Insurer Wins Case Filed by New Orleans Restaurant that Filed Early COVID Claim
A New Orleans judge denied a motion for declaratory judgment that insurance coverage is owed to a restaurant for business income that was lost when it was required to close its dining room because of the COVID-19 pandemic.
The lawsuit filed by Cajun Conti LLC against Lloyds of London underwriters was the first known legal action by policyholders seeking business-interruption coverage for shutdowns ordered because of the novel coronarvirus.
New Orleans Parish Judge Paulette R. Irons ruled in favor of the restaurant in early rounds, but entered a judgment in favor of the insurer on Feb. 10.
“After months of hard fought litigation and a full trial on the merits, the court ruled correctly,” the insurer’s attorney, Allen C Miller with Phelps Dunbar in New Orleans, said in an email. He declined further comment.
Irons did not include a written opinion with her order denying Cajun Conti’s motion. She said only that the attorneys involved had submitted memoranda after a trial in December and she took those arguments under advisement.
Attorneys who represent insurers laid the groundwork to deny virus-related business-interruption claims early on. They argued that coverage is not triggered under commercial property policies without some tangible physical alternation to the insured property.
State and federal judges around the country have ruled in favor of insurers in motions to dismiss or for summary judgment in about four cases out of five so far.
Cajun Conti owned a French Quarter bistro called Oceana Grille. Attorney John Houghtaling II filed a motion seeking a declaratory judgment from the Orleans Parish court that coverage would be owed for any business interruption on March 16, even before it was known whether emergency orders by Gov.

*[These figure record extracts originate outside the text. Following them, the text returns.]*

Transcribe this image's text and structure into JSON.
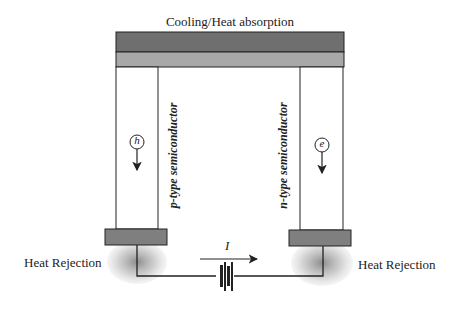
{
  "diagram": {
    "title": "Cooling/Heat absorption",
    "left_leg_label": "p-type semiconductor",
    "right_leg_label": "n-type semiconductor",
    "left_carrier": "h",
    "right_carrier": "e",
    "current_label": "I",
    "left_heat_label": "Heat Rejection",
    "right_heat_label": "Heat Rejection",
    "colors": {
      "top_plate_dark": "#6f6f6f",
      "top_plate_light": "#a8a8a8",
      "bottom_pad": "#7f7f7f",
      "line": "#222222"
    }
  }
}
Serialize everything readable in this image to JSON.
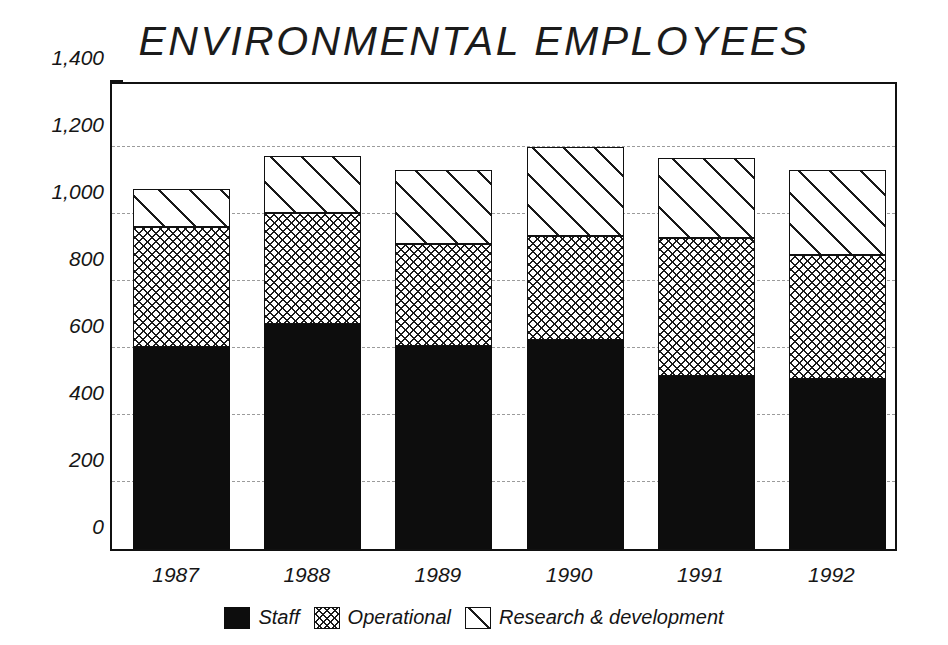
{
  "chart_data": {
    "type": "bar",
    "subtype": "stacked",
    "title": "ENVIRONMENTAL EMPLOYEES",
    "xlabel": "",
    "ylabel": "",
    "categories": [
      "1987",
      "1988",
      "1989",
      "1990",
      "1991",
      "1992"
    ],
    "series": [
      {
        "name": "Staff",
        "values": [
          603,
          672,
          607,
          624,
          516,
          507
        ]
      },
      {
        "name": "Operational",
        "values": [
          358,
          331,
          303,
          310,
          412,
          370
        ]
      },
      {
        "name": "Research & development",
        "values": [
          114,
          169,
          221,
          266,
          239,
          254
        ]
      }
    ],
    "totals": [
      1075,
      1172,
      1131,
      1200,
      1167,
      1131
    ],
    "ylim": [
      0,
      1400
    ],
    "yticks": [
      0,
      200,
      400,
      600,
      800,
      1000,
      1200,
      1400
    ],
    "ytick_labels": [
      "0",
      "200",
      "400",
      "600",
      "800",
      "1,000",
      "1,200",
      "1,400"
    ],
    "yminor_step": 100,
    "grid": true,
    "grid_style": "dashed-horizontal",
    "legend_position": "bottom",
    "colors": {
      "staff": "#0d0d0d",
      "operational": "#ffffff",
      "research_development": "#ffffff",
      "outline": "#111111",
      "grid": "#8a8a8a",
      "text": "#161616",
      "background": "#ffffff"
    },
    "patterns": {
      "staff": "solid-black",
      "operational": "crosshatch",
      "research_development": "diagonal-hatch"
    }
  },
  "legend": {
    "items": [
      {
        "label": "Staff",
        "swatch": "staff"
      },
      {
        "label": "Operational",
        "swatch": "operational"
      },
      {
        "label": "Research & development",
        "swatch": "rd"
      }
    ]
  }
}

John Bel Edwards would impact the restaurant’s revenues.
Houghtaling pointed out that the restaurant’s owners paid extra to purchase an insurance policy that did not have an exclusion for damages caused by virus and bacteria, as most commercial property policies do.
The Gauthier Murphy & Houghtaling law firm refused to make any public comment about the ruling.
Rhonda D. Orin, an insurance recovery attorney for the Anderson Kill law firm in Washington, D.C., said the lack of a written opinion may give Cajun Conti a broader range of arguments on appeal, depending on local rules. She said judges sometimes make a tactical decision not to write their reasoning in their opinion in order to give the losing side more leeway with higher courts.
Although the ruling in Cajun Conti notches another victory for insurers, Orin said insurance recovery cases each come with their own sets of facts.
“This baseball counting — you’re up a run, you’re down a run — we’re not all playing the same game on the same field,” Orin said.
She said counting wins and losses in the lower courts might not yield an accurate prediction on how any individual case will ultimately be decided. Orin noted that on Jan. 28, a judge denied a motion by Philadelphia Indemnity Insurance Co. to dismiss a business-interruption action by Goodwill Industries of Orange County. Orange County Superior Court Judge Peter Wilson said in his ruling that decisions by federal courts that decided in favor of insurers were not binding in his court rooms because the facts were distinguishable.
“We have to wait and see what comes next,” Orin said. “I find it hard to believe that the only industry that is not going to be affected by this (pandemic) is the insurance industry.”